To: "'\[AH\] Analogue Heaven'" analogue@hyperreal.org,
From: "Caloroso, Michael E" CalorosoME@corning.com,
cc:
Subject: [AH] Moog ladder filter on a chip (was: SSM)
Date: Mon, 11 Oct 1999 19:35:11 -0400


The only bona fide Moog transister ladder filter on a chip that was ever fabricated is...

The National Instruments DM7670, better known as the 71 microchips under each key in the Polymoog. Yes, each IC contained a waveshaper, a mixer, an envelope generator, two VCAs, and a *transistor ladder filter*.

Don't believe me? It's buried in the text on the first page of the Modulator Card section of the service manual.

...don't get too excited though:

This was the "brightness" filter whose cutoff was controlled by the presets; a front panel control was available on the prototypes and eliminated from the production models :( There is no feedback provision for resonance control :(

The VCA EG was hardwired to the filter, so if the cutoff was low enough the filter would open in synchrony with the EG. The EG level was also fixed.

These filters are separate from the VCF section of the Polymoog; while there was a brightness filter per key, the sole VCF with variable resonance encompassed the entire sound chain.

Now if only the brightness filter wasn't so crippled and had a separate EG with variable resonance; the Polymoog probably would've been more respectable today. So why didn't Moog go the distance? Back in 1974-5 during the development of the Polymoog, custom microchips were very expensive and Moog was limited to a fourteen pin package within their budget. After you assign two or three pins to the power rails, that doesn't leave a lot for a fully polyphonic synthesizer.

MC

"And now for something completely different... a man with a Moog IIIc up his nose"

Opinions (and mistakes) expressed herein are my own and not those of my employer.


» **What the exercise asks**: The expected output is the line holding "Find the location of a particular element. The" plus every line after it through the end of the listing, copied exactly.
── Source data
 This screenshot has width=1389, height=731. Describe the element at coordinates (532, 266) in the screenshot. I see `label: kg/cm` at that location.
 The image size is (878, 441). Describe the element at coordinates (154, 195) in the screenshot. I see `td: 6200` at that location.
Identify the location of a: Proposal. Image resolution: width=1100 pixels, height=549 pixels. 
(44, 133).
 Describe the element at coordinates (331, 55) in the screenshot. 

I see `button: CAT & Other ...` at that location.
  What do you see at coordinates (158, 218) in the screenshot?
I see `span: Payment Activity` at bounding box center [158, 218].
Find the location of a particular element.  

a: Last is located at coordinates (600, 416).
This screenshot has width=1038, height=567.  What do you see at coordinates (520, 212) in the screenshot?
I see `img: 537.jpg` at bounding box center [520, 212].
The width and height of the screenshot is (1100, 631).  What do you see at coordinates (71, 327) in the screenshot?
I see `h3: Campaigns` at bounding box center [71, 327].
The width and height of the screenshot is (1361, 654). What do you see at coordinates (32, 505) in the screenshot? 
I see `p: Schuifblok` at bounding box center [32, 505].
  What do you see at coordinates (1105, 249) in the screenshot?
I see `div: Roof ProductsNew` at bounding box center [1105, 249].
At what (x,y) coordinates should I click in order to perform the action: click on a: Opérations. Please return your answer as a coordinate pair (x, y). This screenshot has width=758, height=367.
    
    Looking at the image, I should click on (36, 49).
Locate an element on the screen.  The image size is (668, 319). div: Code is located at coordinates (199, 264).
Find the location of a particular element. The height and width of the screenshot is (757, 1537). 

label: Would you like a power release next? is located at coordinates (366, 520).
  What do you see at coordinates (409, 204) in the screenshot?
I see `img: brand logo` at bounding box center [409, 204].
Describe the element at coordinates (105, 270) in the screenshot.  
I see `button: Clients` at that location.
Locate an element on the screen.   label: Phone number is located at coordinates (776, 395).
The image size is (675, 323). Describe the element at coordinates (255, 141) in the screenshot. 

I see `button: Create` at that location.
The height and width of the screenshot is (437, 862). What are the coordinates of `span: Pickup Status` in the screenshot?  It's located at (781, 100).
────
» **The answer**:
Find the location of a particular element. The height and width of the screenshot is (757, 1537). 

label: Would you like a power release next? is located at coordinates (366, 520).
  What do you see at coordinates (409, 204) in the screenshot?
I see `img: brand logo` at bounding box center [409, 204].
Describe the element at coordinates (105, 270) in the screenshot.  
I see `button: Clients` at that location.
Locate an element on the screen.   label: Phone number is located at coordinates (776, 395).
The image size is (675, 323). Describe the element at coordinates (255, 141) in the screenshot. 

I see `button: Create` at that location.
The height and width of the screenshot is (437, 862). What are the coordinates of `span: Pickup Status` in the screenshot?  It's located at (781, 100).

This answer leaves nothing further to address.